Associate Professor Jingrui He has been awarded a two-year, $149,921 grant from the National Science Foundation (NSF) to improve the performance of deep learning models. For her project, "Weakly Supervised Graph Neural Networks," she will focus on the lack of labeled data in Graph Neural Networks (GNNs), a deep learning method designed to perform inference on data described by graphs.
A graph is a structured way to represent data, with nodes representing entities and edges representing the relationships between these entities. GNNs provide an easy way to conduct node-level, edge-level, and graph-level prediction via machine learning. However, they usually require a large amount of label information to train the model parameters. According to He, the lack of labeled data in graphs can render many existing deep learning models ineffective in achieving the desired performance. Her new project involves a work-around so that GNNs can use unlabeled data and other relevant information.
"For example, in fraud detection, the number of known fraudulent transactions is usually very small compared to the total number of transactions, hence the lack of labeled data. Most existing GNN models tend to suffer from such label scarcity. In my new project, we aim to address this issue by leveraging weak supervision or additional information (besides the limited label information), such as labeled data from other related applications and/or access to a domain expert, in order to compensate for the lack of labeled data," said He.
In addition to fraud detection, areas such as agriculture and cancer diagnosis could also benefit from this research. He’s project will lead to a suite of new models, algorithms, and theories for constructing high-performing GNNs with weak supervision, and for understanding the benefits of weak supervision with respect to the model generalization performance and sample complexity.
He's general research theme is to design, build, and test a suite of automated and semi-automated methods to explore, understand, characterize, and predict real-world data by means of statistical machine learning. She received her PhD in machine learning from Carnegie Mellon University.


TASK OBJECTIVE: In the records that follow, the lines from the one containing "Tell me where tree is." to the one containing "Given a (1024, 954)", inclusive, are to be given again exactly.

TASK INPUT:
+---+

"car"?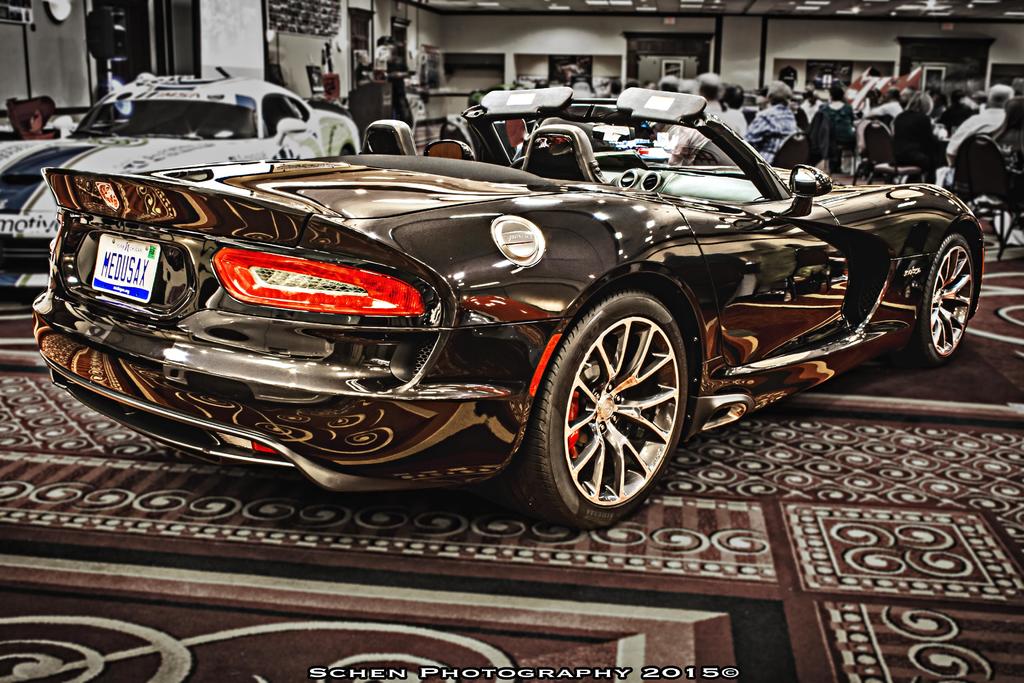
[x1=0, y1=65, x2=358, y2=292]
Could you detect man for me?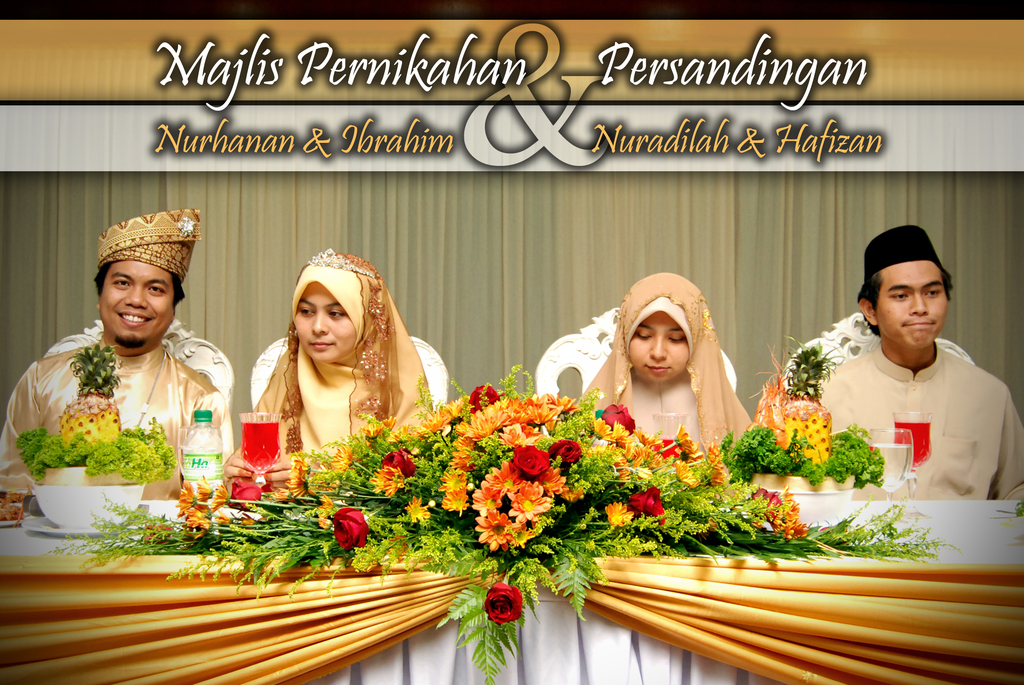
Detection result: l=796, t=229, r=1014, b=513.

+---+

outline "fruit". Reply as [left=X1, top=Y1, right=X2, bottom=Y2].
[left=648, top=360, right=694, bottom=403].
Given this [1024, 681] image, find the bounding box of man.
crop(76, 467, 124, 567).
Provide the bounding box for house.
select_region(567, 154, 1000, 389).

+---+

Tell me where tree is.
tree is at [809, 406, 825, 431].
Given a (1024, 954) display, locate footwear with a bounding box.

+---+

YOUR RESPONSE:
Tell me where tree is.
tree is at [809, 406, 825, 431].
Given a (1024, 954) display, locate footwear with a bounding box.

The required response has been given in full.